To be
My whole life I had a vision of who I wanted to become.
I had a vision of my future city. My future apartment. My future job.
I spent years falling asleep as I imagined my future life. I used to get through tough days by thinking the word “Boston” in a never ending loop in my head. On my morning runs, I’d imagine the city scape beside me. It was my reason — it was my guide.
And then I did it.
During some of the hardest years of my life, I pushed through and accomplished those things. I did what I had set out to do.
I moved to the city. I found my dream apartment. I got the job.
And it was beautiful. Though I sometimes wish I would have stopped to enjoy it more often, that I would have looked around and thought, “damn, you’re truly living your dream,” I still wouldn’t have it any other way.
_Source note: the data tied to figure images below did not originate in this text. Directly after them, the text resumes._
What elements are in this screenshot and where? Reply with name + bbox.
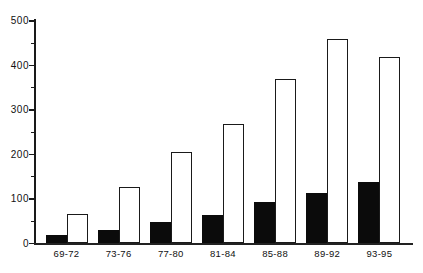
bar-filled xyxy=(98,230,119,244)
x-tick-label: 89-92 xyxy=(297,249,357,259)
y-tick-label: 300 xyxy=(0,105,29,115)
bar-filled xyxy=(306,193,327,244)
x-tick-label: 81-84 xyxy=(193,249,253,259)
bar-open xyxy=(275,79,296,244)
y-major-tick xyxy=(29,20,34,21)
y-tick-label: 400 xyxy=(0,61,29,71)
x-tick-label: 77-80 xyxy=(141,249,201,259)
y-tick-label: 200 xyxy=(0,150,29,160)
y-minor-tick xyxy=(31,43,35,44)
bar-open xyxy=(67,214,88,243)
y-major-tick xyxy=(29,243,34,244)
bar-open xyxy=(327,39,348,243)
y-major-tick xyxy=(29,198,34,199)
x-tick-label: 85-88 xyxy=(245,249,305,259)
y-major-tick xyxy=(29,65,34,66)
x-tick-label: 69-72 xyxy=(37,249,97,259)
y-tick-label: 500 xyxy=(0,16,29,26)
bar-open xyxy=(119,187,140,244)
bar-filled xyxy=(202,215,223,243)
y-tick-label: 0 xyxy=(0,239,29,249)
y-major-tick xyxy=(29,109,34,110)
y-axis-line xyxy=(34,19,36,245)
bar-filled xyxy=(150,222,171,244)
bar-chart-figure: 010020030040050069-7273-7677-8081-8485-8… xyxy=(0,0,423,273)
bar-open xyxy=(379,57,400,243)
x-tick-label: 93-95 xyxy=(349,249,409,259)
bar-open xyxy=(171,152,192,244)
y-minor-tick xyxy=(31,221,35,222)
plot-area: 010020030040050069-7273-7677-8081-8485-8… xyxy=(0,0,423,273)
y-tick-label: 100 xyxy=(0,194,29,204)
bar-filled xyxy=(46,235,67,243)
y-minor-tick xyxy=(31,176,35,177)
y-major-tick xyxy=(29,154,34,155)
bar-filled xyxy=(254,202,275,243)
y-minor-tick xyxy=(31,132,35,133)
x-tick-label: 73-76 xyxy=(89,249,149,259)
bar-filled xyxy=(358,182,379,243)
bar-open xyxy=(223,124,244,243)
y-minor-tick xyxy=(31,87,35,88)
Because the ups and the downs, the feelings of being lost and then found, the successes and the failures — they were all an important part of the dream. They taught me that you can accomplish whatever you set your mind to. They taught me that attaining your dream is not always butterflies and rainbows — that problems do not leave just because you do. They taught me that the grass isn’t always greener. That it’s not about doing things so you can tell the world you’ve done them, it’s about doing things so you can be the most you, you can be.
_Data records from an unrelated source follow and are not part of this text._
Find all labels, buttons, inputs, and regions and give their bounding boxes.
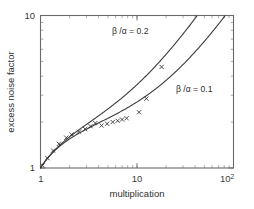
y-tick-label-1: 1 [30, 162, 35, 173]
data-point [100, 123, 104, 127]
data-point [137, 110, 141, 114]
data-point [45, 156, 49, 160]
x-axis-title: multiplication [110, 188, 165, 199]
chart-figure: 10 1 1 10 102 multiplication excess nois… [0, 0, 254, 209]
data-point [144, 97, 148, 101]
curve-series-0 [41, 16, 197, 168]
scatter-marker-group [40, 65, 163, 168]
x-tick-label-1: 1 [38, 173, 43, 184]
annotation-beta-alpha-0-1: β /α = 0.1 [176, 84, 213, 94]
data-point [160, 65, 164, 69]
data-point [116, 119, 120, 123]
x-tick-label-100: 102 [220, 173, 235, 185]
annotation-beta-alpha-0-2: β /α = 0.2 [112, 26, 149, 36]
excess-noise-factor-plot: 10 1 1 10 102 multiplication excess nois… [0, 0, 254, 209]
data-point [105, 122, 109, 126]
y-tick-label-10: 10 [24, 10, 35, 21]
y-axis-title: excess noise factor [5, 51, 16, 132]
x-tick-label-10: 10 [132, 173, 143, 184]
data-point [124, 116, 128, 120]
data-point [120, 117, 124, 121]
data-point [111, 120, 115, 124]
It was nothing like I had expected, but everything I needed.
It was beautiful.
I find myself now in a place I’ve never really known.
I moved to the city. I found my dream apartment. I got the job.
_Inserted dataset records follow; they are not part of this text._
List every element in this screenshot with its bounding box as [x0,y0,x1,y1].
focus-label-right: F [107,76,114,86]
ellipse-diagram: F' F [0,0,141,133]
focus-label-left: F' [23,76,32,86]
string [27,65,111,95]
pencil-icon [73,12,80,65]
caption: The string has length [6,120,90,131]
On paper, I became who I wanted to become.
And while I have pretty massive career goals to go after still, I don’t have anything right now that is nagging at me like my dream of city life once did. I don’t have anything to imagine while I fall asleep or get me through tougher days. Often, I want one thing one day and a different the next — going back and forth between things I used to want for myself and things I want now. I don’t have an insanely spelled out, clear direction.
But maybe, for me, right now, that’s a good thing.
Maybe attaining my dream was meant to teach me that it’s okay to not always know exactly “what’s next”. That there doesn’t need to be a mountain in front of you at all times — that sometimes it’s more about rolling hills.
Maybe I’m supposed to slow down. Maybe I’m supposed to enjoy the last year of my twenties (wtf?), to work on my mindset, to continue to become the person I want to be, not on paper, but on the inside, where it counts.
Because while I might not know what’s next, I do know how I want to show up. I do know things I want to work on — things I need to work on. I do know who I want to be.
And maybe focusing on who I want to be, rather than what I want to have or have done — is exactly the place I need to be.